Sarah has relished a return to wilder landscapes since lockdown and has produced oil paintings and watercolours of Tentsmuir, Ullapool, the East Neuk, as well as remote places on the Norfolk coast where she grew up. With loose expressive handling of paint, Sarah reflects the changing light, nuances of cloud, the effect of sun on water and of mists rolling in. Following highly successful solo exhibitions at Dawyck Botanic Gardens 2021 and Doubtfire Gallery, Edinburgh 2022 - Sarah presents new oil paintings made in her studio.
Sarah is acclaimed for her beautiful watercolours of the landscape and relishes the process by creating colour by deftly controlling ‘wet on wet’ washes and adding light touches of expressive splatter and drybrush.
Watercolour is her ‘go to’ process when working at speed en plein air and it allows her to respond to changes of light and weather – including spots of rain which magically pepper sketches.
In the studio, she reinterprets these studies and is delighted to have been selected to represent Scotland for several years at the international watercolour exhibition Fabriano en Aquarello in Italy.
Sarah process begins with the gentle application of pigment on textured
watercolour paper, gesso board or canvas which is placed flat, and this
surface is loosely brushed. The first coats of paint pigment react with this
ground, creating fluid pools of colour. Rather than work against these
abstract forms, Sarah uses them so that landscape emerges through
subsequent layers. Her painting and prints occupy a realm between an
observed encounter and her memory of a place.
Since lockdown Sarah has refocused her research and work; drawing ‘en plein-air’ in her immediate surroundings. She has continued to draw and paint daily at Dr Neil’s Garden, the Botanics and Malleny Gardens,
Edinburgh. In the studio she explores new motifs for a series called ‘Lost worlds’, and through the process of making multiple drawings and paintings she is finding a new pictorial language and palette in her watercolours, oil paintings and prints. Ethereal figures have appeared walking through these resonant landscapes.
Sarah was awarded two bursaries: Visual Artist and Craft Maker (VACMA) Awards 2023-24 and 2024-2025 and this was a catalyst in supporting her return to fine art printmaking in lithograph and collagraph at Edinburgh Printmakers. She was able to benefit from the workshop environment, the knowledge of specialist technicians and equipment and produce work which has a different alchemy.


TRY IT:
Output the data that follows exactly, line for line.

—————

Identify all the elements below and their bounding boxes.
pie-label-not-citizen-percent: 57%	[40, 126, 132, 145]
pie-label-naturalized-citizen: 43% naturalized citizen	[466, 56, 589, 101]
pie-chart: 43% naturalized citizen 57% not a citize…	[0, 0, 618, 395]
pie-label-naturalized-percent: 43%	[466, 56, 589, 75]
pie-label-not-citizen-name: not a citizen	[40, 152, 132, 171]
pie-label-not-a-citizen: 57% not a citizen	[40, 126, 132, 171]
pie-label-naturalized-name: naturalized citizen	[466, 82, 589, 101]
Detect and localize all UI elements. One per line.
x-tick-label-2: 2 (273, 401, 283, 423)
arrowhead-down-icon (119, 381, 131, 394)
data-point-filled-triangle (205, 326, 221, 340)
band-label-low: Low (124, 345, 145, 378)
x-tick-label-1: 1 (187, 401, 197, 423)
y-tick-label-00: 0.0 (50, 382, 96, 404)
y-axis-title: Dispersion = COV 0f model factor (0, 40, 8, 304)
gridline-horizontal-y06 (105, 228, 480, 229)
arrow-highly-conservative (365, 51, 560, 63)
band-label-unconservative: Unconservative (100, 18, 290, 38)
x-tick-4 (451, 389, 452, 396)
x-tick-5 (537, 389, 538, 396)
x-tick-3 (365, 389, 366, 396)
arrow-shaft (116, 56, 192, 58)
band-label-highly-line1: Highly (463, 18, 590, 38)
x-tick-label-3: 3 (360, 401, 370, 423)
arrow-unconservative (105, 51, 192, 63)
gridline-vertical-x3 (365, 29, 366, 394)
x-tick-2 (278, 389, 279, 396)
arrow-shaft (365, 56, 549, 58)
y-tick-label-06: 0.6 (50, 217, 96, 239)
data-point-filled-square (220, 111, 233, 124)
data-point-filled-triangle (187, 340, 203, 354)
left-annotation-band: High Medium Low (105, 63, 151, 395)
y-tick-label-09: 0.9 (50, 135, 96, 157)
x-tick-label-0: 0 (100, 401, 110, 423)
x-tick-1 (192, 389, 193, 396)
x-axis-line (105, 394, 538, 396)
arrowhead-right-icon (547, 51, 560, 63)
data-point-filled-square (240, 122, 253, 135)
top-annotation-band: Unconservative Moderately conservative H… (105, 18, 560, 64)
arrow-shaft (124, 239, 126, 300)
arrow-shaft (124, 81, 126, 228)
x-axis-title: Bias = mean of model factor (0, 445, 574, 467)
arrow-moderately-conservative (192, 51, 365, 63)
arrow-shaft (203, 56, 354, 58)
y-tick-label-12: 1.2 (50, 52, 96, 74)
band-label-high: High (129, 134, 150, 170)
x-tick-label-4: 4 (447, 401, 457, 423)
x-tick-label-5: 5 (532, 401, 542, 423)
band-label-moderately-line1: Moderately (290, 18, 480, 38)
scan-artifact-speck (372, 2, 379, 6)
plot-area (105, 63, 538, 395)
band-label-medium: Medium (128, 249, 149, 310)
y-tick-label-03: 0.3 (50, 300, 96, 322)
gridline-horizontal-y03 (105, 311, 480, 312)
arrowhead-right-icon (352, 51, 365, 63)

—————

REPLY TO THE EXERCISE:
Identify all the elements below and their bounding boxes.
pie-label-not-citizen-percent: 57%	[40, 126, 132, 145]
pie-label-naturalized-citizen: 43% naturalized citizen	[466, 56, 589, 101]
pie-chart: 43% naturalized citizen 57% not a citize…	[0, 0, 618, 395]
pie-label-naturalized-percent: 43%	[466, 56, 589, 75]
pie-label-not-citizen-name: not a citizen	[40, 152, 132, 171]
pie-label-not-a-citizen: 57% not a citizen	[40, 126, 132, 171]
pie-label-naturalized-name: naturalized citizen	[466, 82, 589, 101]
Detect and localize all UI elements. One per line.
x-tick-label-2: 2 (273, 401, 283, 423)
arrowhead-down-icon (119, 381, 131, 394)
data-point-filled-triangle (205, 326, 221, 340)
band-label-low: Low (124, 345, 145, 378)
x-tick-label-1: 1 (187, 401, 197, 423)
y-tick-label-00: 0.0 (50, 382, 96, 404)
y-axis-title: Dispersion = COV 0f model factor (0, 40, 8, 304)
gridline-horizontal-y06 (105, 228, 480, 229)
arrow-highly-conservative (365, 51, 560, 63)
band-label-unconservative: Unconservative (100, 18, 290, 38)
x-tick-4 (451, 389, 452, 396)
x-tick-5 (537, 389, 538, 396)
x-tick-3 (365, 389, 366, 396)
arrow-shaft (116, 56, 192, 58)
band-label-highly-line1: Highly (463, 18, 590, 38)
x-tick-label-3: 3 (360, 401, 370, 423)
arrow-unconservative (105, 51, 192, 63)
gridline-vertical-x3 (365, 29, 366, 394)
x-tick-2 (278, 389, 279, 396)
arrow-shaft (365, 56, 549, 58)
y-tick-label-06: 0.6 (50, 217, 96, 239)
data-point-filled-square (220, 111, 233, 124)
data-point-filled-triangle (187, 340, 203, 354)
left-annotation-band: High Medium Low (105, 63, 151, 395)
y-tick-label-09: 0.9 (50, 135, 96, 157)
x-tick-label-0: 0 (100, 401, 110, 423)
x-tick-1 (192, 389, 193, 396)
x-axis-line (105, 394, 538, 396)
arrowhead-right-icon (547, 51, 560, 63)
data-point-filled-square (240, 122, 253, 135)
top-annotation-band: Unconservative Moderately conservative H… (105, 18, 560, 64)
arrow-shaft (124, 239, 126, 300)
arrow-shaft (124, 81, 126, 228)
x-axis-title: Bias = mean of model factor (0, 445, 574, 467)
arrow-moderately-conservative (192, 51, 365, 63)
arrow-shaft (203, 56, 354, 58)
y-tick-label-12: 1.2 (50, 52, 96, 74)
band-label-high: High (129, 134, 150, 170)
x-tick-label-4: 4 (447, 401, 457, 423)
x-tick-label-5: 5 (532, 401, 542, 423)
band-label-moderately-line1: Moderately (290, 18, 480, 38)
scan-artifact-speck (372, 2, 379, 6)
plot-area (105, 63, 538, 395)
band-label-medium: Medium (128, 249, 149, 310)
y-tick-label-03: 0.3 (50, 300, 96, 322)
gridline-horizontal-y03 (105, 311, 480, 312)
arrowhead-right-icon (352, 51, 365, 63)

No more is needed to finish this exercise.